This is the story of Farnaz Moradi (24), a young Iranian woman who had to face racism around her as she was on the run to escape Russian invasion in Ukraine 2022.
When I was 18, I was already working as a designer in Iran, but my real interest was in engineering. I also felt the urge to get to know other cultures. Since the university in Kiev had a good reputation and life in Ukraine is affordable, the decision was made: I left Iran to study medical engineering abroad.
I am the only girl in the medical technology class, but I don't see a problem with gender. As an Iranian, I am a minority, but that's not a problem for anyone. For me, all people are equal.
In my first year in Kiev, I spent a lot of time learning the Russian language, even though most of my classes were in English. For the last five years, I have lived in a university dormitory. I had two flatmates, one from Japan, the other from Ghana, and many international friends. My parents from Iran have always supported me, plus I earned some money myself by working for a delivery service that delivers food in Kiev.
Until war, I didn’t even know that there was such a thing as an air-raid shelter.
It was February 24th, 2022 at six thirty in the morning when I was woken up by someone knocking on the door and asking us to take documents, something to eat and drink and to go to a shelter. My flatmates and I unsuspectingly packed our things and went downstairs. It was cold in the shelter and you could hardly breathe. So many people, crying children, no way to walk and difficulty using the toilet. There were mattresses on the floor and we had brought our bedding, but with people panicking and scared, I couldn’t sleep well.
Ten days later, there was still no end in sight to the war and the situation was getting more serious. By this time, most of my international friends had somehow returned to their home countries. I stayed with the two remaining friends from my dorm, Himari and Kwame, and we made our way (on foot) to the train station. We had to wait eight hours standing on the platform for a train. When the train finally arrived, we were told to let the Ukrainians board first. The people said: “First Ukrainian children, Ukrainian women and Ukrainian men. Only if there is still a place available, you can get in too.”
We witnessed black people staying behind when the train to Lviv departed.
You have to know, my friend Kwame is black and there were other black students around. The Ukrainians obviously recognised that we were foreigners just by looking at us. At the beginning, the train staff only asked us if we had train tickets! Since there were no tickets to buy anywhere on those days, you could really call that racism. But I’m not angry, I try to understand people. I think this is not unusual behaviour in a situation of stress and fear. People wanted to keep their lives and their children safe. We witnessed black people remaining on the platform when the evacuation train to Lviv departed, but my friends and I were able to get on at the last second.
We drove to Lviv, where we slept in a hostel for one night, but it still didn’t feel safe. So we took a far too expensive taxi to the border in Poland, where we queued. It was daytime when we waited and it was freezing cold. I remember it was snowing that day. We only had to wait in line for nine hours, so it wasn’t too bad. When we got to the very front, the customs officers refused to allow young men to cross the border. But Himari and Kwame are a couple, and that’s probably why – apart from the fact that they are foreigners – they were waved through.
We only had to wait in line for nine hours, so it wasn’t too bad.
Right next to me was a boy, maybe 19 years old, all alone. He was about to cry because he was afraid he wouldn’t be able to pass. I had never seen him before; I didn’t know his name or where he was from, but he wasn’t Ukrainian. He looked at me very scared and asked desperately, “Hey, can you tell them that we are a couple?” And I said intuitively, without thinking, “Okay!” We didn’t have to hold hands or anything, but “being a couple” obviously made it easier and we crossed the border on foot. Together and yet alone.
You wonder why I decided to stay in Austria for a few months instead of going home now? Well, once I go back to Iran, it will be very difficult to get another visa for a European country. So I’m waiting and trying to do my online seminars from here. If everything works out, I will finish my Bachelor’s degree in a year – maybe in exile in Austria, maybe in Ukraine, if the war is over by then.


→ WORK REQUEST: Please give back every entry in full, word for word, but none of the pictures.

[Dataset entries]
───
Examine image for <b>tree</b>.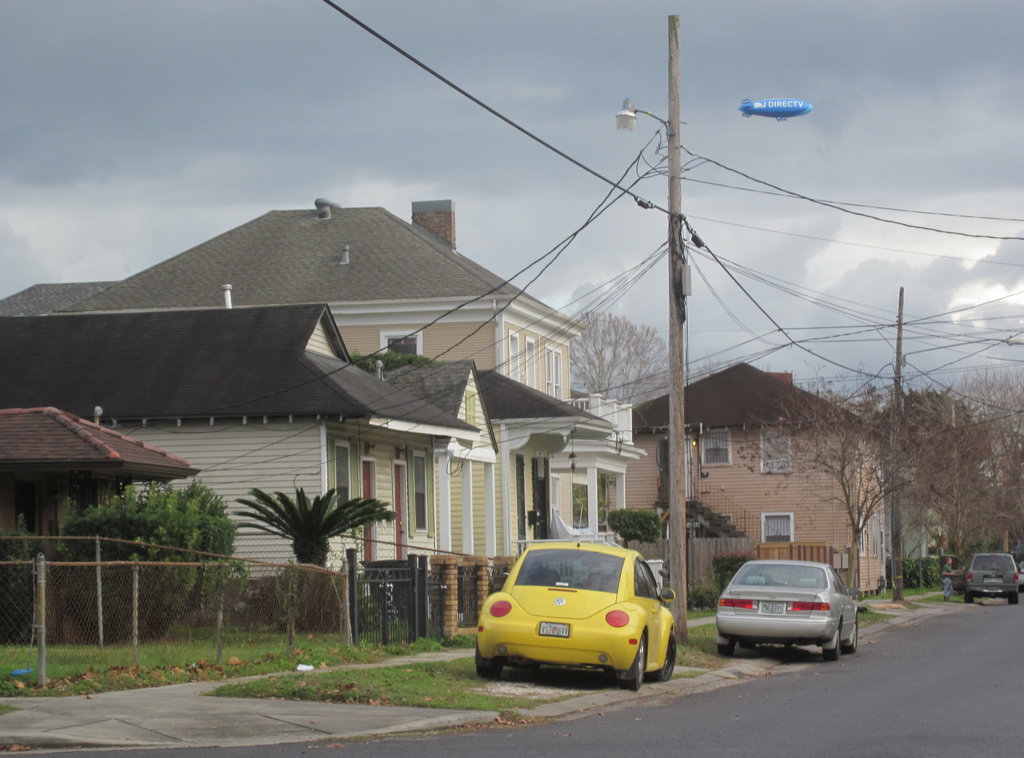
Examination result: box(570, 304, 676, 407).
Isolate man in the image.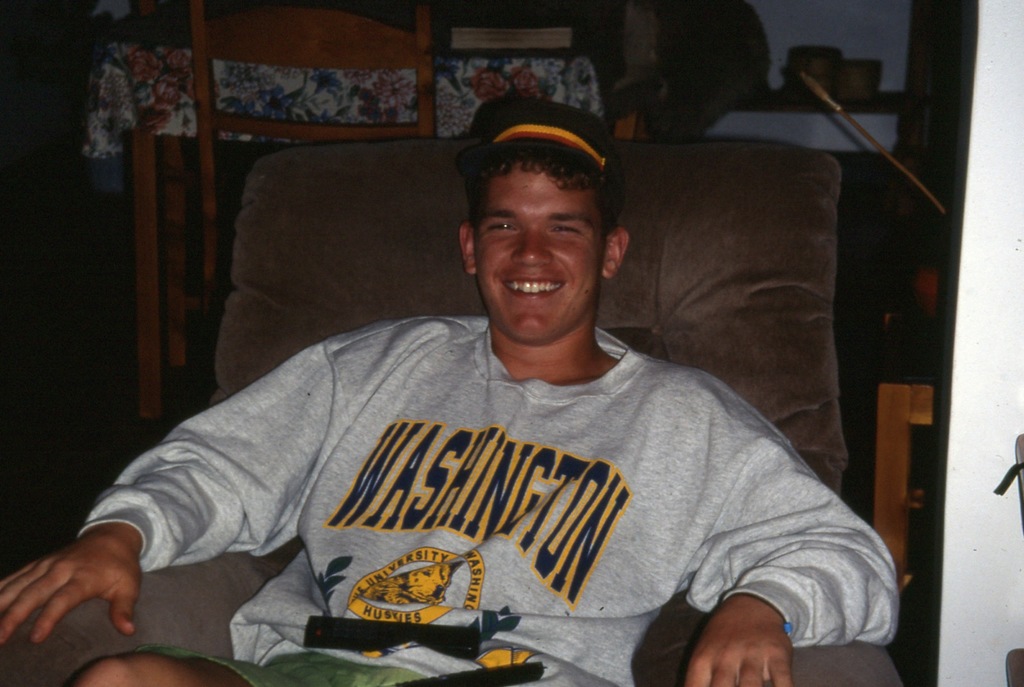
Isolated region: [0, 93, 901, 686].
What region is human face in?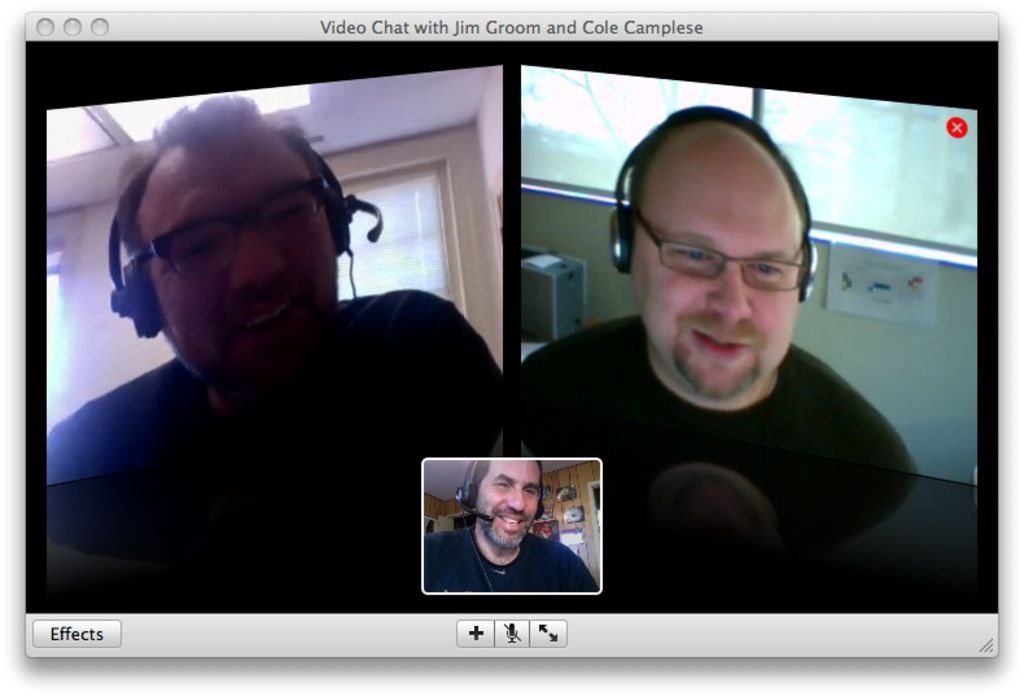
(636,168,796,395).
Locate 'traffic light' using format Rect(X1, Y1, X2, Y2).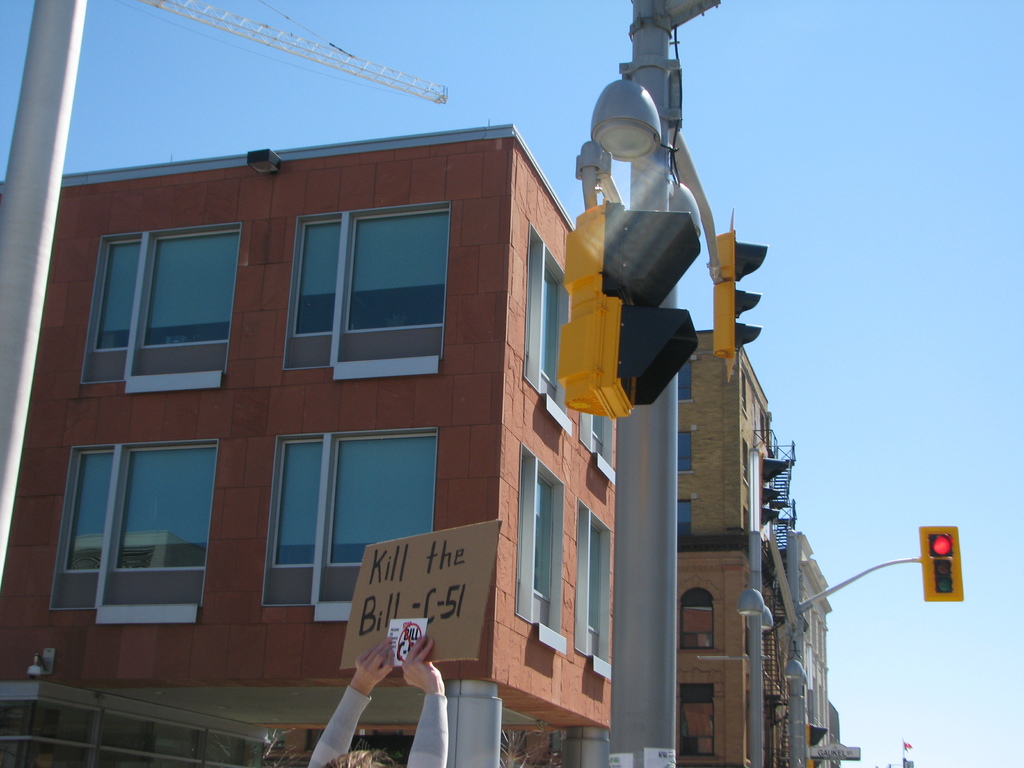
Rect(918, 527, 964, 602).
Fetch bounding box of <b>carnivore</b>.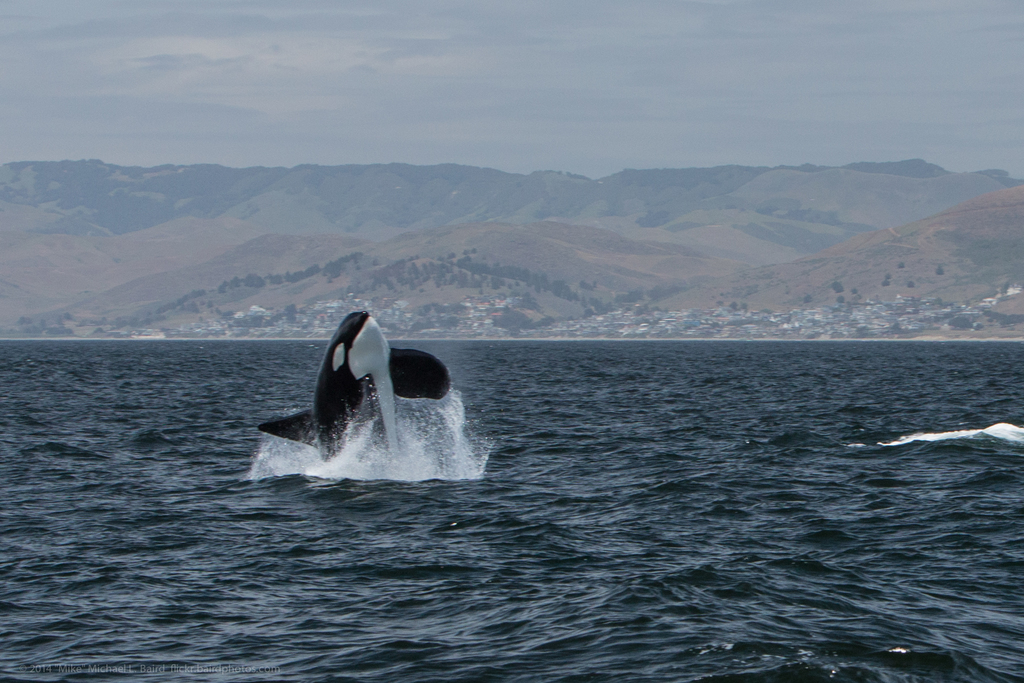
Bbox: l=256, t=309, r=452, b=474.
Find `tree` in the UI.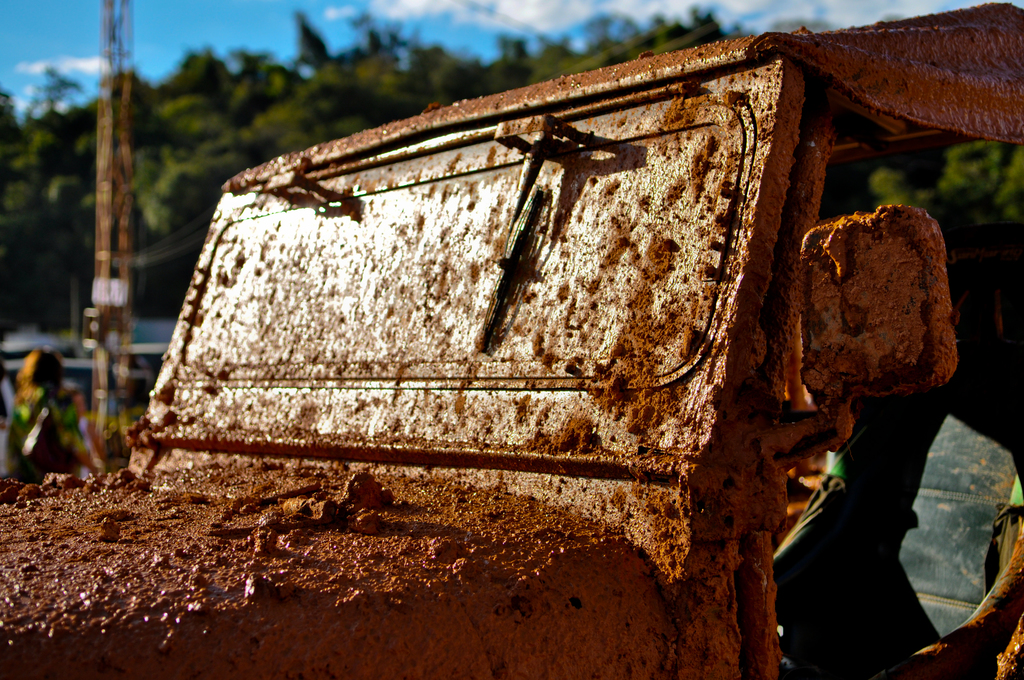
───
→ THE COMPLETED TASK:
Examine image for <b>tree</b>.
Examination result: box(570, 304, 676, 407).
Isolate man in the image.
Isolated region: [0, 93, 901, 686].
What region is human face in?
(636,168,796,395).
Locate 'traffic light' using format Rect(X1, Y1, X2, Y2).
Rect(918, 527, 964, 602).
Fetch bounding box of <b>carnivore</b>.
Bbox: l=256, t=309, r=452, b=474.
Find `tree` in the UI.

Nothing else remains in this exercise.